There are 2 types of situations in which a defibrillator should be considered to prevent sudden death

  1. Primary prevention: By this we mean that the patient has all the attributes that make him vulnerable to sudden death but has never experienced a life threatening episode such as a cardiac arrest, ventricular tachycardia or ventricular fibrillation before.  A typical scenario is  when a patient has suffered a big heart attack and the damaged heart fails to strengthen up despite the benefit of time and a prolonged course of optimal medications. In this situation, the risk of sudden death is considered high enough to offer the patient a defibrillator for primary prevention.
  2. Secondary prevention: In this situation, the patient has already experienced an aborted sudden death or an episode of ventricular tachycardia or ventricular fibrillation. A typical scenario is when a person suddenly has a cardiac arrest out of the blue with no obvious remediable cause. A few years ago, a footballer by the name of Fabrice Muamba suddenly suffered a cardiac arrest on the football pitch and was successfully resuscitated and therefore had a defibrillator inserted for secondary prevention.

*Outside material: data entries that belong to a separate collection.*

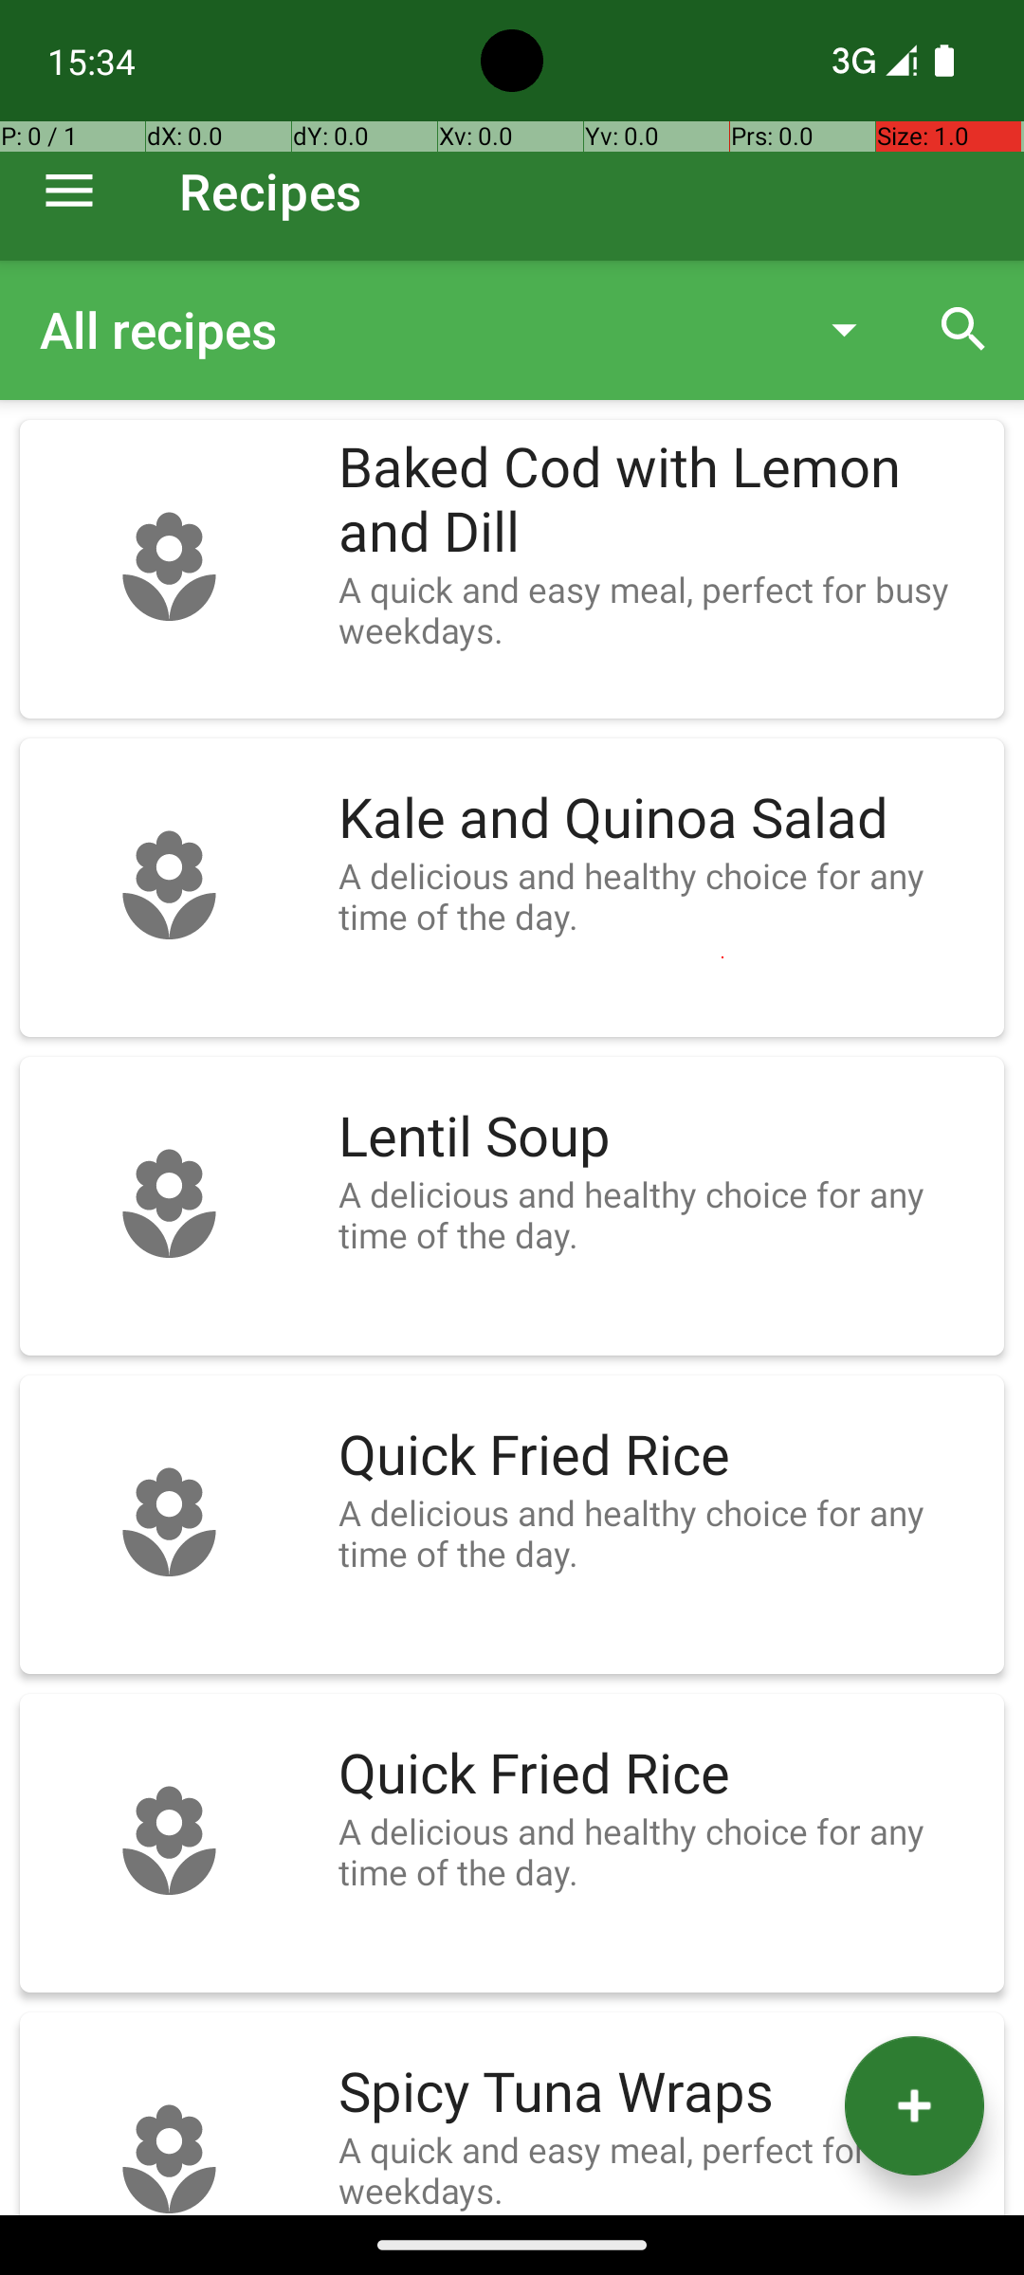 This screenshot has height=2275, width=1024. I want to click on Lentil Soup, so click(662, 1138).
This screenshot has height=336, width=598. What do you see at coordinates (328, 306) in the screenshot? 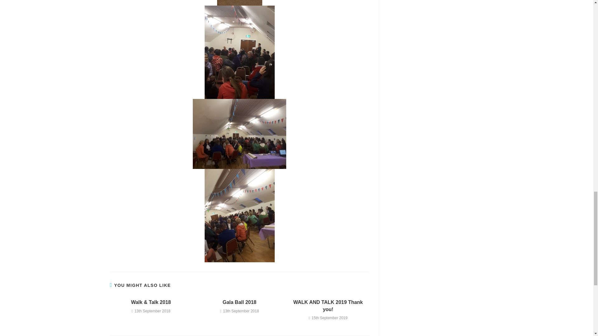
I see `WALK AND TALK 2019 Thank you!` at bounding box center [328, 306].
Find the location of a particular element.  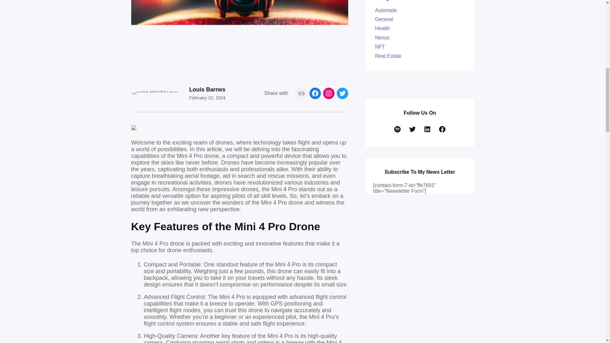

NFT is located at coordinates (380, 47).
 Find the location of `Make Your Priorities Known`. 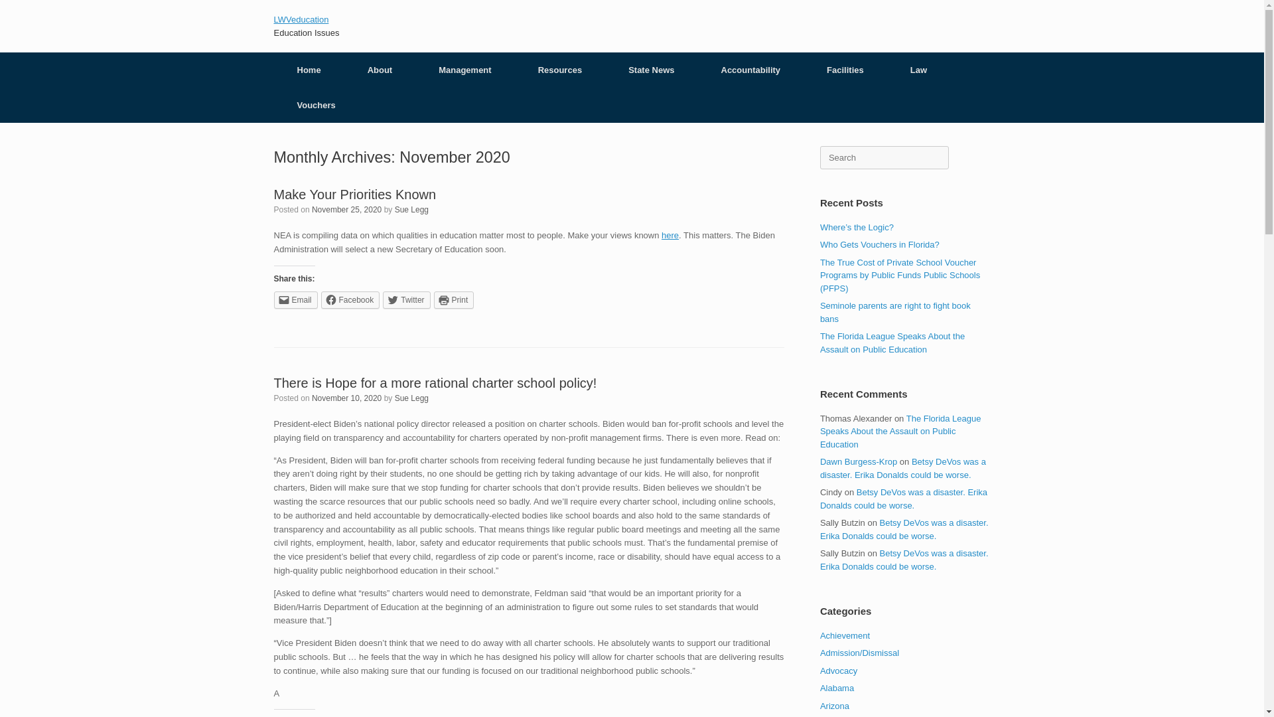

Make Your Priorities Known is located at coordinates (354, 194).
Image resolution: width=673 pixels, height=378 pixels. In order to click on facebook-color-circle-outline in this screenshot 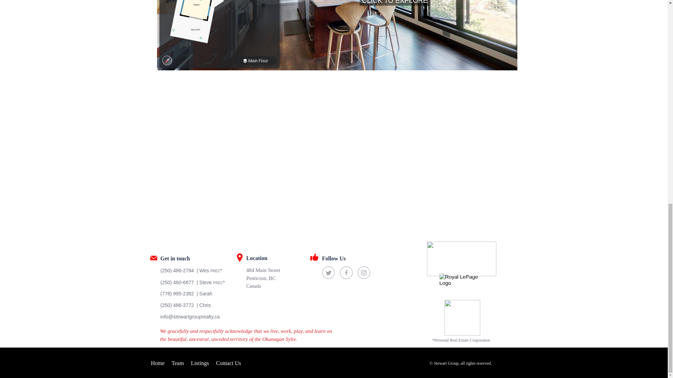, I will do `click(346, 273)`.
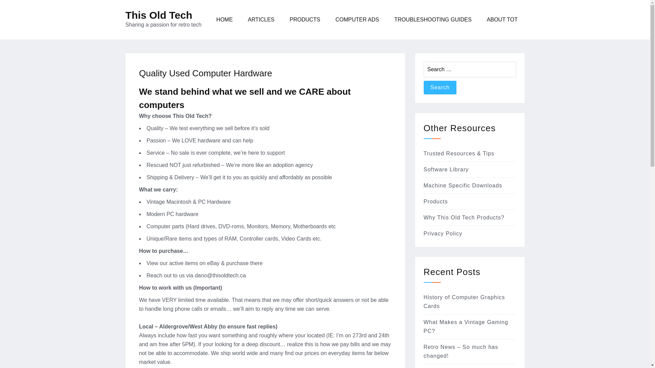  Describe the element at coordinates (261, 20) in the screenshot. I see `ARTICLES` at that location.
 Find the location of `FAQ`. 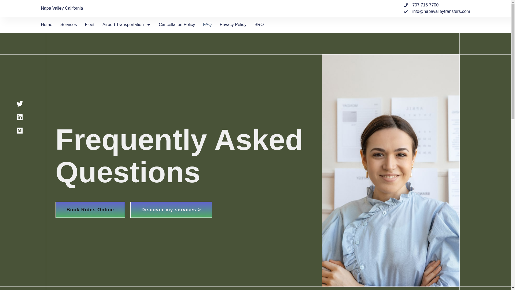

Defibrillator implantation is usually a very straightforward procedure and usually performed under local anesthetic. The patient is not put to sleep under anaesthesia.  The administration of local anaesthetic however means that apart from the initial sensation of the anesthetic being injected into the skin, there is rarely any pain experienced by the patient. The area of skin just below the collarbone is numbed and a small incision of of 5-8 cm is made into the skin. Through this incision, the operator will insert his fingers to make a little pocket which will house the defibrillator box (which contains the battery). Then the operator will cannulate a vein that lies just below the collarbone and insert the wires into the vein and feed them under x-ray guidance into the right heart. The wires are then connected to the pacemaker box and the wound is stitched up. The procedure may take 30 minutes to an hour. The defibrillator is then tested and the patient can usually go home by the next day. The battery of the pacemaker will usually last 5-8 years after which the pacemaker box can easily be replaced and usually the wires are not changed.

So I hope you found this video useful. In the future I plan a video on living with a defibrillator. I would be grateful if you would consider sharing this with anyone you feel may benefit.